### Work instructions
The output is the lines below from the one with "This screenshot has width=1486, height=836." through the one with "The image size is (928, 522).", both included, printed exactly and with no other line.

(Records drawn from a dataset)
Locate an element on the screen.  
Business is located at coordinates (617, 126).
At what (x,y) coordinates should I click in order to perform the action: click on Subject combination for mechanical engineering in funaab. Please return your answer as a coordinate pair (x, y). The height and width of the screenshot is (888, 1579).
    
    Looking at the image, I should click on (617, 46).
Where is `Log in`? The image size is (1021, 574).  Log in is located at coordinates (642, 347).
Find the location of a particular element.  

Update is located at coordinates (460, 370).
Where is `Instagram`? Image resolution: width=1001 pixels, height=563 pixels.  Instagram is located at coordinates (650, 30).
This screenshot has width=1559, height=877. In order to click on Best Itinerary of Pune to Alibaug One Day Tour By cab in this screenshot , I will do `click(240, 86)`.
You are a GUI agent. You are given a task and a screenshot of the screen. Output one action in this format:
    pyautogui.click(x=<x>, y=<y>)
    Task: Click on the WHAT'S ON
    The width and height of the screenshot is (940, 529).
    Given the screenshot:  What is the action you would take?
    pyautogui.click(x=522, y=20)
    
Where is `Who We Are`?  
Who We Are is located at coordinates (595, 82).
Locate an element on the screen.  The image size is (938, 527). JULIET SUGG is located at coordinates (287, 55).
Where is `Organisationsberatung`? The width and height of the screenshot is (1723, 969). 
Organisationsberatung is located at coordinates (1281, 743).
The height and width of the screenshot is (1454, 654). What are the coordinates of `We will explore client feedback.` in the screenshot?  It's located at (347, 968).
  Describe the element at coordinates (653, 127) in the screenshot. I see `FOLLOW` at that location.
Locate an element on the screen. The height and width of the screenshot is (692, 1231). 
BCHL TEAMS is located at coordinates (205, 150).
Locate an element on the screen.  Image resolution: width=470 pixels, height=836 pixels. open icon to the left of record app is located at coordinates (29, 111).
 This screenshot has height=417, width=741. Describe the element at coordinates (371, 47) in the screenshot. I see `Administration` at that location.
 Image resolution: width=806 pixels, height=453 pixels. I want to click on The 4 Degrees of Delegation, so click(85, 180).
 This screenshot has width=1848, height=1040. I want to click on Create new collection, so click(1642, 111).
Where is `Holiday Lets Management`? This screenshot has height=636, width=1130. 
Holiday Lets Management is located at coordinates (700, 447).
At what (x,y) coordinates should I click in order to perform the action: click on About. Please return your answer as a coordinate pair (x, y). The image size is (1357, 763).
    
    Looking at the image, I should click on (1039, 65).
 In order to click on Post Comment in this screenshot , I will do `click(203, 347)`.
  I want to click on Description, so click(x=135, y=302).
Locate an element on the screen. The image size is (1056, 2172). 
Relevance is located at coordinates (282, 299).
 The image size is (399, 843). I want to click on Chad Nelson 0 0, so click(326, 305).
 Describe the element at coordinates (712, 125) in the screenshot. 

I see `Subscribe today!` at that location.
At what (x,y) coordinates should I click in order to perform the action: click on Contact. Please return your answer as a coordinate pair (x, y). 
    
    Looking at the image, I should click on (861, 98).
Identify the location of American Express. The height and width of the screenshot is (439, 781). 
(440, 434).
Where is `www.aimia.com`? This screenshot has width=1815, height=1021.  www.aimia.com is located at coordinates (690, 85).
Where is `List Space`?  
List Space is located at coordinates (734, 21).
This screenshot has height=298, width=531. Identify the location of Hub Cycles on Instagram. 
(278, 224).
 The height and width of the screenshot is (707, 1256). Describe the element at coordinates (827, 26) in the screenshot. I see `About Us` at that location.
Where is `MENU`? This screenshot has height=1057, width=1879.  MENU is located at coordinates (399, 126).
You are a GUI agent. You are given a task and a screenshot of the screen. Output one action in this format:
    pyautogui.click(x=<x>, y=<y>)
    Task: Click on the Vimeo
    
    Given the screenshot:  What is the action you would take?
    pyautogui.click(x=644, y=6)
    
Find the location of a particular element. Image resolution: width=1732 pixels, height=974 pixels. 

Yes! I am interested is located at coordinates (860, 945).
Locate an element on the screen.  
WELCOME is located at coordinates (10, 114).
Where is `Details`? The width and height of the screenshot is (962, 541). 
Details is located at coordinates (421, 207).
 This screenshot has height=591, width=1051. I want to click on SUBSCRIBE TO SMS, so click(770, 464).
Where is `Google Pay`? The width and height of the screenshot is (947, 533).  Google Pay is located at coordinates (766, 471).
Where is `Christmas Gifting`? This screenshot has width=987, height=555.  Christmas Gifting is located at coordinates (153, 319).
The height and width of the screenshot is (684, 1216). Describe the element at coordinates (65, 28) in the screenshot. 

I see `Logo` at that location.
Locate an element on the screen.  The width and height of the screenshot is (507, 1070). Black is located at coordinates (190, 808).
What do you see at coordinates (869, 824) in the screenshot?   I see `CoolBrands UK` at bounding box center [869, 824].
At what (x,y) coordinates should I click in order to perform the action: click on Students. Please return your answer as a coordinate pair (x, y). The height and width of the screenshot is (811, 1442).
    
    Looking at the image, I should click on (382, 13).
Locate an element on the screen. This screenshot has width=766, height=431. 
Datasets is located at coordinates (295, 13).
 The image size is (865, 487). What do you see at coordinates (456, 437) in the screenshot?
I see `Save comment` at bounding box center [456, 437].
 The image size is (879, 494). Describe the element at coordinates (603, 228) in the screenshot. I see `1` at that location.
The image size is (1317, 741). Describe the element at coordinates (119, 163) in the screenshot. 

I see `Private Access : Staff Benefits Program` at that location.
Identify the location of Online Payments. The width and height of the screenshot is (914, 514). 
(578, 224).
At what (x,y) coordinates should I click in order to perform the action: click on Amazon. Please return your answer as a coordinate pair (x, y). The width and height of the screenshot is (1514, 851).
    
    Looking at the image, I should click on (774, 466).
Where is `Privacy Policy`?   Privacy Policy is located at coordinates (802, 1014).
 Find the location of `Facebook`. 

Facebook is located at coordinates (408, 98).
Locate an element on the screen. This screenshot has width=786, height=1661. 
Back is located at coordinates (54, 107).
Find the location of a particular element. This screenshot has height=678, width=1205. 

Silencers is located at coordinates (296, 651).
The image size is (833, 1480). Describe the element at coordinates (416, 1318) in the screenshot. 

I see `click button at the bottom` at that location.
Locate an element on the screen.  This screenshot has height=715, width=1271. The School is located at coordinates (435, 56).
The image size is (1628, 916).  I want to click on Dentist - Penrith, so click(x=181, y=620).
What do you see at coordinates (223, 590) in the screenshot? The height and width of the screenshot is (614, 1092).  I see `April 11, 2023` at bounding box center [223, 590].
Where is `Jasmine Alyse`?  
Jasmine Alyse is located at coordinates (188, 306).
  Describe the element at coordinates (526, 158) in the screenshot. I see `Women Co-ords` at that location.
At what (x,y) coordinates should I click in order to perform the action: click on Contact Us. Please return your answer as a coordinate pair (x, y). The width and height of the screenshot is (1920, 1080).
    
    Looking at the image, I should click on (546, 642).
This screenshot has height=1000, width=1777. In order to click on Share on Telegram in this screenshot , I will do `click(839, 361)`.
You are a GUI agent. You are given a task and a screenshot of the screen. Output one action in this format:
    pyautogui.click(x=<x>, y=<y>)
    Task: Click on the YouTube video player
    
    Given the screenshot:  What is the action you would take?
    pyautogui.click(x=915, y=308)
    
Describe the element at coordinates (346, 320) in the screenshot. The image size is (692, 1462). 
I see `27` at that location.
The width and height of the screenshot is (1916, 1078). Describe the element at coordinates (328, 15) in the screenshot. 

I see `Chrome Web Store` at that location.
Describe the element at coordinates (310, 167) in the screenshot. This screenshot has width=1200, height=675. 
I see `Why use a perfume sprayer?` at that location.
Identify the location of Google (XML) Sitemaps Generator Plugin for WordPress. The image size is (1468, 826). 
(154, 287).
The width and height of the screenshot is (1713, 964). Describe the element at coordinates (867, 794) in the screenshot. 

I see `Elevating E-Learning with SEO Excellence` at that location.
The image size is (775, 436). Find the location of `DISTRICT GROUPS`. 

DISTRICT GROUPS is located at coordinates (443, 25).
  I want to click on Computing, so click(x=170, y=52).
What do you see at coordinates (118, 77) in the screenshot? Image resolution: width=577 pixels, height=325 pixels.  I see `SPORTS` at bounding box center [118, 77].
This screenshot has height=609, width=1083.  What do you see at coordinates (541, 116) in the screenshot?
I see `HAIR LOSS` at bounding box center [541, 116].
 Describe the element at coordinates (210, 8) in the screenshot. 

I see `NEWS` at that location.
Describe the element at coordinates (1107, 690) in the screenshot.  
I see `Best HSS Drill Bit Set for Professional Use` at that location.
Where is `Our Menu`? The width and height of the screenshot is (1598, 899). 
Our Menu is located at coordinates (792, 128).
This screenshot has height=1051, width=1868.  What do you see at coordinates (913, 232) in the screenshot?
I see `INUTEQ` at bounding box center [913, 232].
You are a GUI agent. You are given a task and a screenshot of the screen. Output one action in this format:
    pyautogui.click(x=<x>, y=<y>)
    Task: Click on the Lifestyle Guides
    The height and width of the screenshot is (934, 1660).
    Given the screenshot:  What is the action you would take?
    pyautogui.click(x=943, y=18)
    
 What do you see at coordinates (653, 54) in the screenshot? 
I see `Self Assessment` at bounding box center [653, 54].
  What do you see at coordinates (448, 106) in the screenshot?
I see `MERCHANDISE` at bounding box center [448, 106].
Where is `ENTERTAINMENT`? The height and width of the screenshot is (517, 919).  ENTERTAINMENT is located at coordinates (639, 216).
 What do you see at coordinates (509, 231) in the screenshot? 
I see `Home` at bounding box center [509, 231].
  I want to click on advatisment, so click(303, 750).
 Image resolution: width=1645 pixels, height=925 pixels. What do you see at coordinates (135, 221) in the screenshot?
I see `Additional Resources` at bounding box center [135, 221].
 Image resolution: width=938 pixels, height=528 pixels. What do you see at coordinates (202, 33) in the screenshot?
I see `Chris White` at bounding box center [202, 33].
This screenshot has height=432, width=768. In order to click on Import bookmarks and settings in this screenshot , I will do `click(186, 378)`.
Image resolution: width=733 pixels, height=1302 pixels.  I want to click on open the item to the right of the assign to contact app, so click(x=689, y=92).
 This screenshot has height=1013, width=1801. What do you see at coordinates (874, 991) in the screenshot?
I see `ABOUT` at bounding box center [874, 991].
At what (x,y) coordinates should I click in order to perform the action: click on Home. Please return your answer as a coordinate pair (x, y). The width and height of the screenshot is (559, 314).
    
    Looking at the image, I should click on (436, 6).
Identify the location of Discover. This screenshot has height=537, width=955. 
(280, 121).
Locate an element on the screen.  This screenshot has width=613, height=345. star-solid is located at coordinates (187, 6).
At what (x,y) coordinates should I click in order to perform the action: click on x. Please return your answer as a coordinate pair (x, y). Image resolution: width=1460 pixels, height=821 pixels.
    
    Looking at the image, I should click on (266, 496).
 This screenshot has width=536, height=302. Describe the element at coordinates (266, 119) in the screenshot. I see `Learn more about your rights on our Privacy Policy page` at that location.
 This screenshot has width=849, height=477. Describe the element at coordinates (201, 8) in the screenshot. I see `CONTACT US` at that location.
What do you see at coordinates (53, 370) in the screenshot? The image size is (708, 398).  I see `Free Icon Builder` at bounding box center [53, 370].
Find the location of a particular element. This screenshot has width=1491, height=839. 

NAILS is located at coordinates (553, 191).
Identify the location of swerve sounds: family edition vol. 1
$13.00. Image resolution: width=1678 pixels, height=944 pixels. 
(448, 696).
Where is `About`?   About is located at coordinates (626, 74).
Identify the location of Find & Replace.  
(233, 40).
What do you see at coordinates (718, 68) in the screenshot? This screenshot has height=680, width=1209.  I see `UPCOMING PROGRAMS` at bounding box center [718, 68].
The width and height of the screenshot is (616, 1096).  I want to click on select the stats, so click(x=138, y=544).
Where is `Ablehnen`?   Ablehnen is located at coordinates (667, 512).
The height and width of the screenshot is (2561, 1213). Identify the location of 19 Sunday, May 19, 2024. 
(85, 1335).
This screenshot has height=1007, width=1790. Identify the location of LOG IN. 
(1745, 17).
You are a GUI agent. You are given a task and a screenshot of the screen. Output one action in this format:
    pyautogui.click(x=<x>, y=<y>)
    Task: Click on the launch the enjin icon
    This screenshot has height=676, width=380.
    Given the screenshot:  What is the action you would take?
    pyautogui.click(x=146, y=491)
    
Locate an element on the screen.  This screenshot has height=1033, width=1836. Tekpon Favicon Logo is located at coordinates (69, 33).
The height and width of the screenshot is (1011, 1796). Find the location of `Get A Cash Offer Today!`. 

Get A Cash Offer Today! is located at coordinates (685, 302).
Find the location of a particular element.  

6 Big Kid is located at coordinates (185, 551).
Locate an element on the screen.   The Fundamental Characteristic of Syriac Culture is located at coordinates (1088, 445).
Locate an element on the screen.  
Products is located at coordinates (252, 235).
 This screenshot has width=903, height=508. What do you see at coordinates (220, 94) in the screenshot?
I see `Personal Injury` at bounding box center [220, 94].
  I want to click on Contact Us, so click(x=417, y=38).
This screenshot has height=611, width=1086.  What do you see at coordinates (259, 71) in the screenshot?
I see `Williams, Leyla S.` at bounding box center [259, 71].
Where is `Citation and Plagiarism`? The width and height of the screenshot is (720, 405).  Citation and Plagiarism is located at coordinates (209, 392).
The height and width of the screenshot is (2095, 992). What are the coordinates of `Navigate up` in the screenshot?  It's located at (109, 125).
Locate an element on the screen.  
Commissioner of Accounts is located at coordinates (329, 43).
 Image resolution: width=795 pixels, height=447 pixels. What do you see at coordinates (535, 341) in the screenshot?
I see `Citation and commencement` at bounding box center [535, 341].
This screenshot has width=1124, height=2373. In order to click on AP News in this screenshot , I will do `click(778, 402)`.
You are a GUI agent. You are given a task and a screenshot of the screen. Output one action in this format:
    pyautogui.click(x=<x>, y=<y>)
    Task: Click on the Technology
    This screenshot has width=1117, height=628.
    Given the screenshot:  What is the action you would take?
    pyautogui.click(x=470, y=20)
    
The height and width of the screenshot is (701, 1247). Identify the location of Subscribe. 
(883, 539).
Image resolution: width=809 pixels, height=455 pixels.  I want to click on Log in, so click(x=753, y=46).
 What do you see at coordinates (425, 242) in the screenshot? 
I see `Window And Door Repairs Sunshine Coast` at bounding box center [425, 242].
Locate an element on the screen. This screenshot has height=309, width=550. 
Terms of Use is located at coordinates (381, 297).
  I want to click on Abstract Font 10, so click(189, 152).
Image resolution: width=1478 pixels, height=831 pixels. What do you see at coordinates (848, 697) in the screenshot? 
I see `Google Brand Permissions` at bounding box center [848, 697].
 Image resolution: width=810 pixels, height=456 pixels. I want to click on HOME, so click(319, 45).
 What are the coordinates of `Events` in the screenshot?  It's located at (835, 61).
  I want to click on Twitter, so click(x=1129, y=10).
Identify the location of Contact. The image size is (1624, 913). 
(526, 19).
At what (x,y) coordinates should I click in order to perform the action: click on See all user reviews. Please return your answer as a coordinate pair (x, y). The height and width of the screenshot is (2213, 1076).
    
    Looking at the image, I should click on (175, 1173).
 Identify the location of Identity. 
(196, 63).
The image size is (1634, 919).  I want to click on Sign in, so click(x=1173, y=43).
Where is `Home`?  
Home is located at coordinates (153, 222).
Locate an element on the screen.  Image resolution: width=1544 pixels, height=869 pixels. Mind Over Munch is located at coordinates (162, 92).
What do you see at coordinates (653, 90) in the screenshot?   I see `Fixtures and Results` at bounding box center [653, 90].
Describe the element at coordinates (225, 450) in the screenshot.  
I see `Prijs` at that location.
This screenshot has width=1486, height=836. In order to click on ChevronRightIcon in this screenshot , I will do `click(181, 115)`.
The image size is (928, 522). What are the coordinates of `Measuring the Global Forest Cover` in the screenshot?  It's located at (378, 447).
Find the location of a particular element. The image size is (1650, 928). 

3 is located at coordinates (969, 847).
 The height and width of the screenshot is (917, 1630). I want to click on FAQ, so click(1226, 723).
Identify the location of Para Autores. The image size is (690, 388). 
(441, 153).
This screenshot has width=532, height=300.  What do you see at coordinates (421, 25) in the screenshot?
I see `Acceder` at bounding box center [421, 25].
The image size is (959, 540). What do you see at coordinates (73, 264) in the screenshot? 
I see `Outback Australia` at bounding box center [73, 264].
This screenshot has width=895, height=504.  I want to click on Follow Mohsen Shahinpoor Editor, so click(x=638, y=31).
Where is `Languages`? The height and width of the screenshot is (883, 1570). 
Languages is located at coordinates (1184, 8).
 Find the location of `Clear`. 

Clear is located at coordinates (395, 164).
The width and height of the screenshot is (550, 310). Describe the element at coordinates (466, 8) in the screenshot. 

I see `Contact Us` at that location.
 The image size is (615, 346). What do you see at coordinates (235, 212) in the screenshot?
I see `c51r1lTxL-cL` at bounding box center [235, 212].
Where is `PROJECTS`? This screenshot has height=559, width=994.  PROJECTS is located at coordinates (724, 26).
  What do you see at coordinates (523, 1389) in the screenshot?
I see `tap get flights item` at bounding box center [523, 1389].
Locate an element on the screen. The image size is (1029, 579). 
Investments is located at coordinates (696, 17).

### Response to the task
This screenshot has width=1486, height=836. In order to click on ChevronRightIcon in this screenshot , I will do `click(181, 115)`.
The image size is (928, 522). What are the coordinates of `Measuring the Global Forest Cover` in the screenshot?  It's located at (378, 447).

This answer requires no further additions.